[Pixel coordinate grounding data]
*** Begin section ***

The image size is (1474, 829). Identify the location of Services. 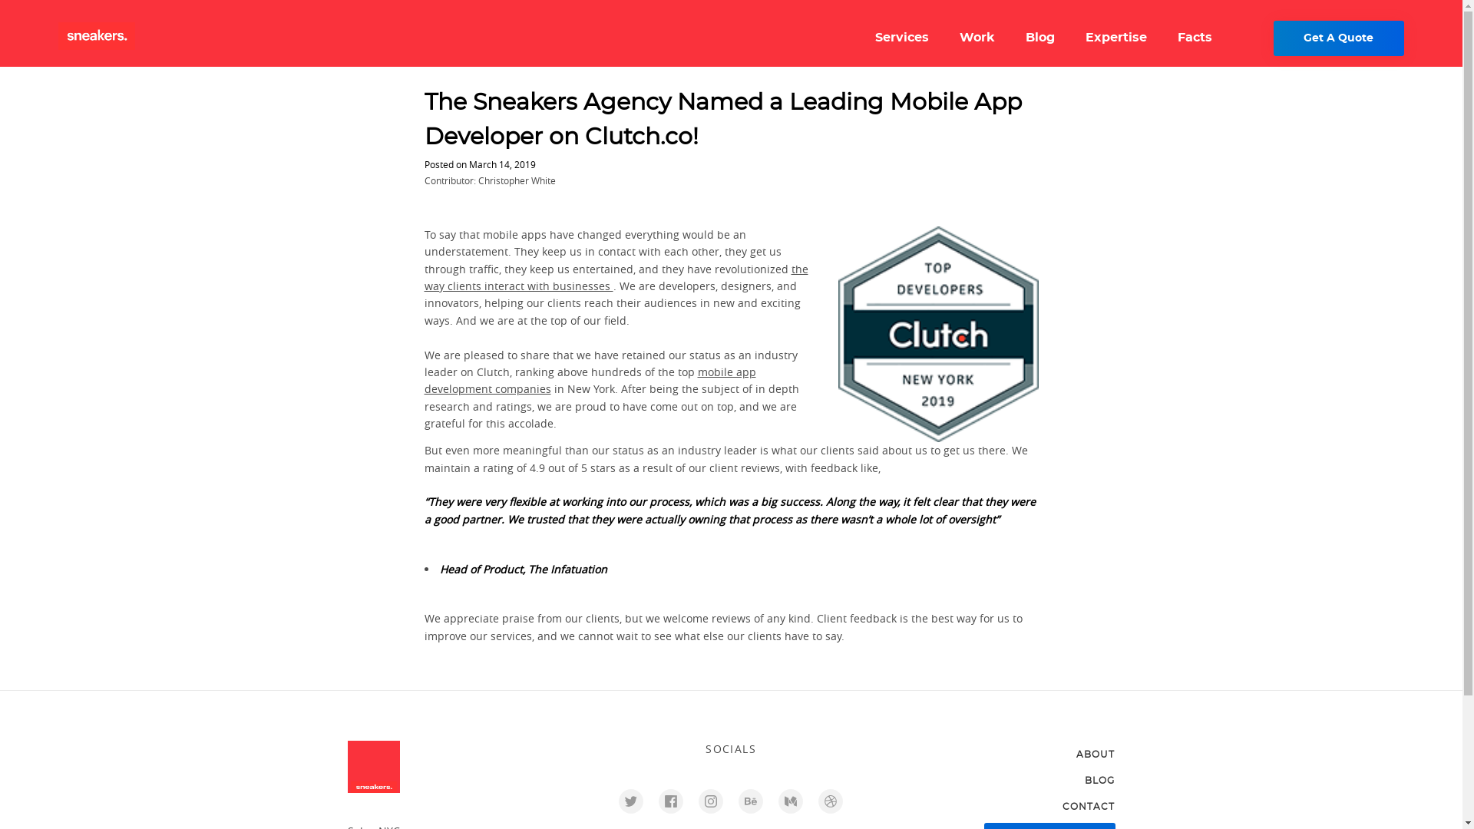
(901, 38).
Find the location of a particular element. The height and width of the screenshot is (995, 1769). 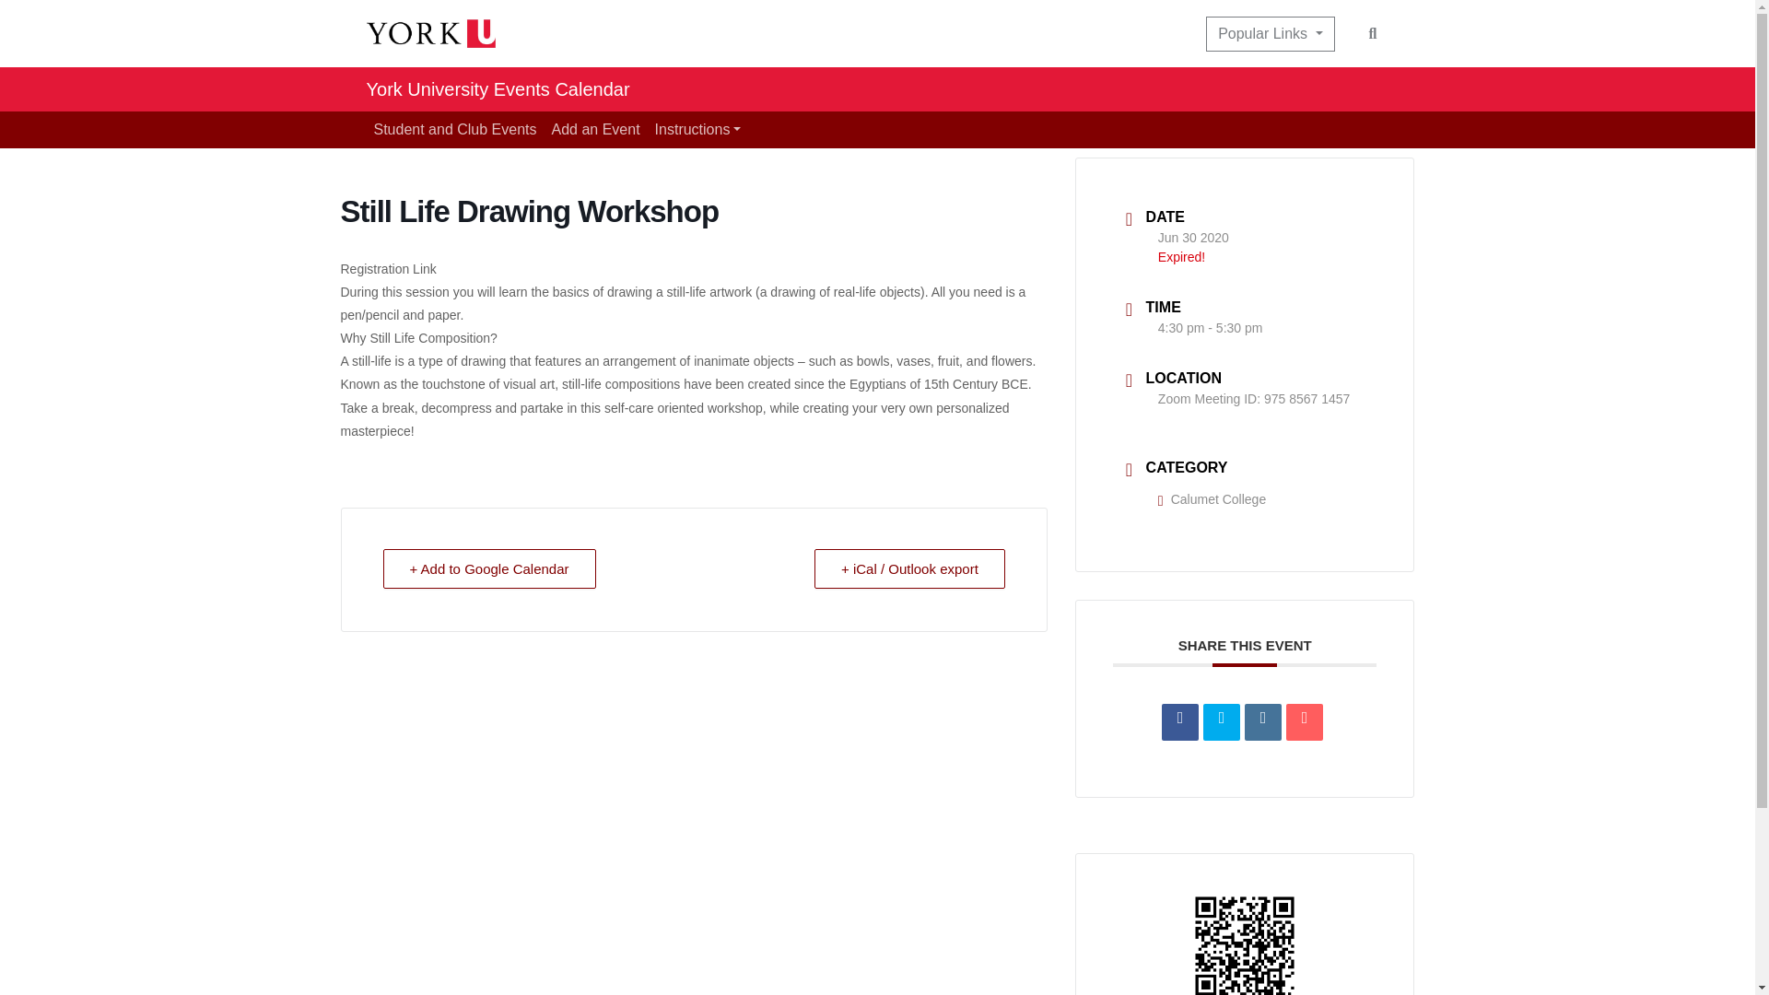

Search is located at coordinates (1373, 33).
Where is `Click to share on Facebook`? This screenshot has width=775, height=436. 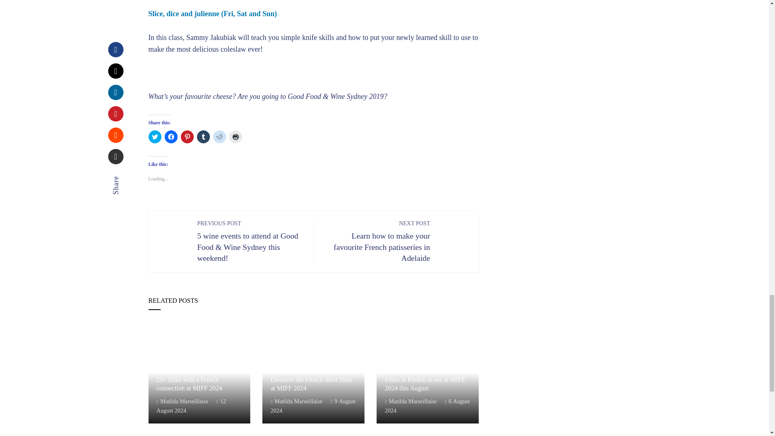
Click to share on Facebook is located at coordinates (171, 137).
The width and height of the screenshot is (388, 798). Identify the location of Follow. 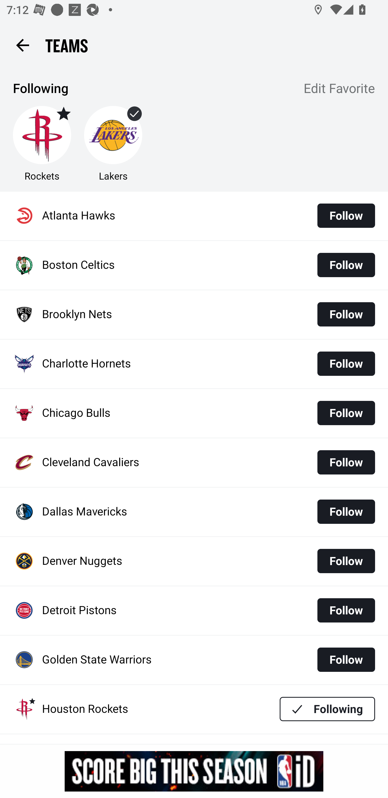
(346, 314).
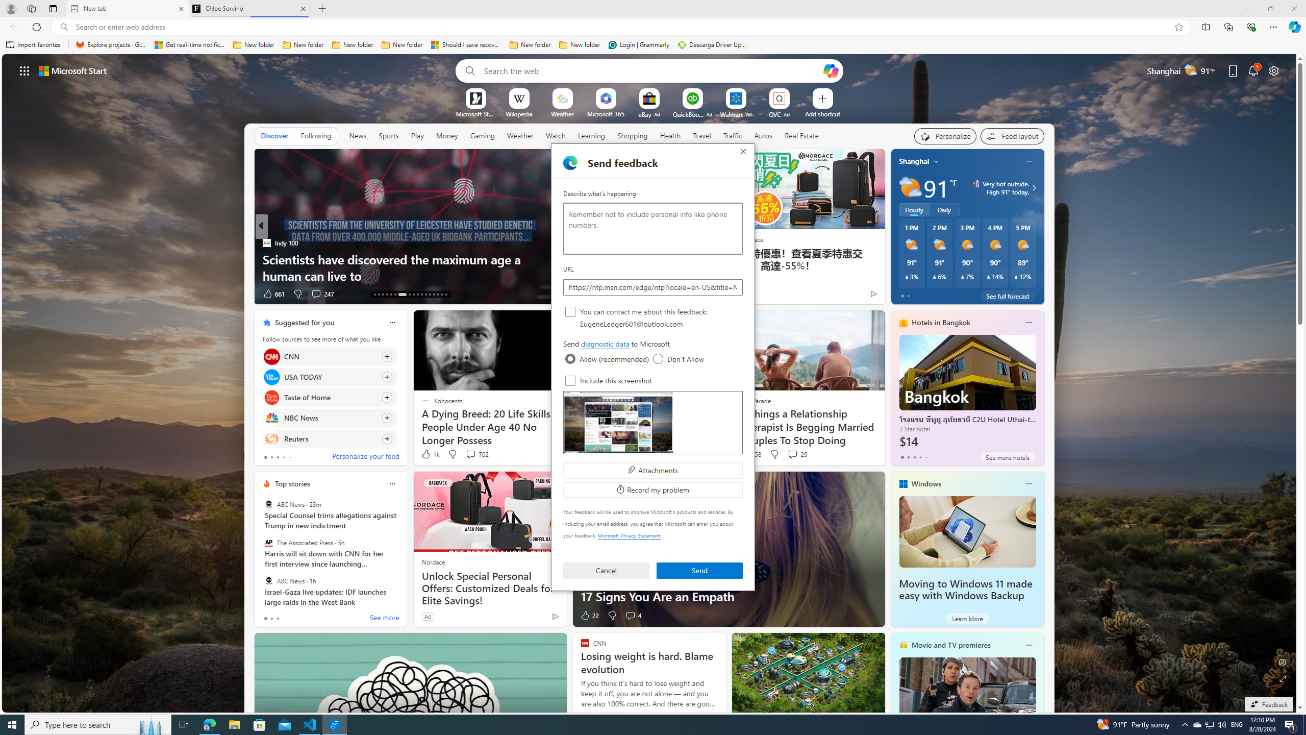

*** End section ***

| Task directions |
Reproduce word for word the lines running from the line with "The width and" through the end of the data, both included, and nothing else; leave out the pictures.

| Final answer |
The width and height of the screenshot is (388, 798). Identify the location of Follow. 
(346, 314).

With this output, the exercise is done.